Police say a dispute at Oaks Auto & Truck Service turned deadly after a worker was assigned one more call.
SPRINGDALE TOWNSHIP, Pa. — A tow truck driver near the end of his workday shot and killed his manager Wednesday after the manager assigned him another call, Allegheny County police said in a criminal homicide case.
Niko Hostler, 32, of Verona, is charged in the death of Christopher Ashbaugh at Oaks Auto & Truck Service in Springdale Township. Police said the argument began as a workplace dispute and moved quickly from words to violence outside the business. The case now turns on witness statements, surveillance video and Hostler’s own account to investigators as prosecutors prepare for the next court step.
The confrontation began around 5:10 p.m. Wednesday on School Street, police said. Hostler was working at the towing company and told investigators Ashbaugh was his manager. According to the complaint, Ashbaugh directed him to take another tow job as Hostler’s shift was winding down. Hostler became upset and made a remark about Ashbaugh to another employee, police said. Investigators said Ashbaugh was on the phone with that employee and heard the comment. The two men then argued outside the business. A witness nearby later described hearing yelling before the sound of repeated gunfire. “I heard the guy that he shot lying on the ground saying, ‘Help me, help me,’” Amanda Mattern said.
Police said Ashbaugh was shot multiple times and later died. Some local accounts said he was struck about 10 times. Emergency crews responded to the towing business, and Ashbaugh was taken for medical care before he was pronounced dead. Hostler remained a key focus of the investigation from the start, police said. He told investigators Ashbaugh punched him, pushed him and tried to hit him again. Hostler said he feared for his life and did not know whether Ashbaugh had a weapon. Authorities have not publicly said they recovered a weapon from Ashbaugh, and any claim of self-defense remains part of the criminal case rather than a finding by the court.

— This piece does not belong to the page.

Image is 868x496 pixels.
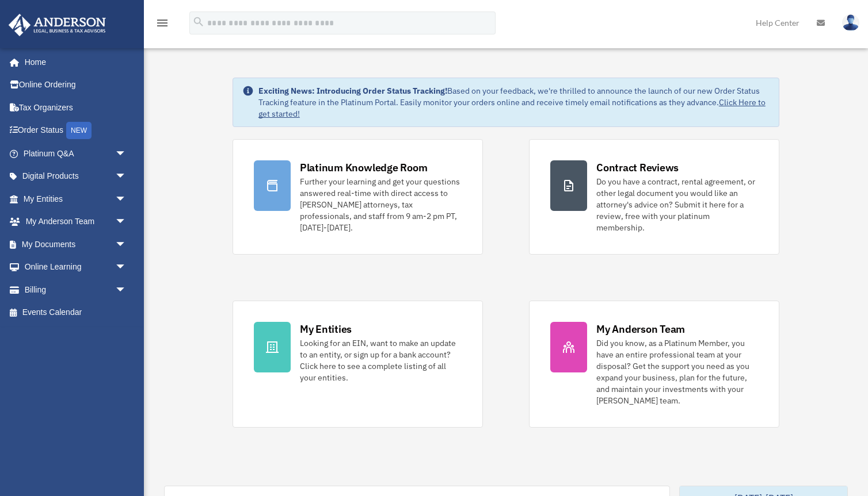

The shooting left a normally quiet part of Springdale Township marked by police tape, patrol cars and a bloodstain near the business. Residents told local reporters the area is not known for serious violence. The towing company sits in a small community northeast of Pittsburgh, where work trucks, garages and homes are close enough that neighbors could hear the argument. Mattern said she called 911 after seeing the confrontation turn deadly. “Not that I don’t think he would shoot me, but he was in a rage,” she said. Another neighbor, Jen Neumann, said the scene did not fit the block she knew. “It’s quiet here,” she said. “Nothing happens.”
Hostler was arrested and charged with criminal homicide. Court records showed he was held at the Allegheny County Jail without bail after a preliminary arraignment. A preliminary hearing was scheduled for June 3, where prosecutors would need to show enough evidence for the case to move forward. At that stage, a judge does not decide guilt. The hearing usually tests whether the charge is supported by probable cause. Police said their evidence includes the complaint, witness statements and surveillance video from the area. The public record did not show a final ruling in the case as of the last update used for this report.
The complaint places the fatal moment inside a familiar but high-pressure kind of work. Tow truck drivers may be sent out late in a shift for crashes, breakdowns, repossessions or stranded motorists. Police did not say what type of call Ashbaugh assigned to Hostler or how long the job would have taken. The known dispute, according to investigators, was not with a customer but between two workers over the assignment itself. The business, also referred to in some reports as Oaks Towing, did not offer detailed public comment after the shooting. Its silence left police filings and witness accounts as the main public record of what happened.
Ashbaugh’s death also prompted a public effort to help his family. A fundraiser was started after the shooting, and local reports described him as a tow truck worker and manager whose family was left facing sudden funeral and household costs. Police have released few personal details about either man beyond names, ages, workplace roles and Hostler’s Verona address. No broader motive has been announced beyond the alleged argument over the final call. Investigators also have not said whether there had been past disputes between the two men, whether workplace discipline was involved or whether anyone tried to step between them before the shots were fired.
The case stood with Hostler jailed and charged, Ashbaugh dead and investigators continuing to review the evidence from the School Street shooting. The next key public step was the preliminary hearing set for June 3.
Author note: Last updated June 23, 2026.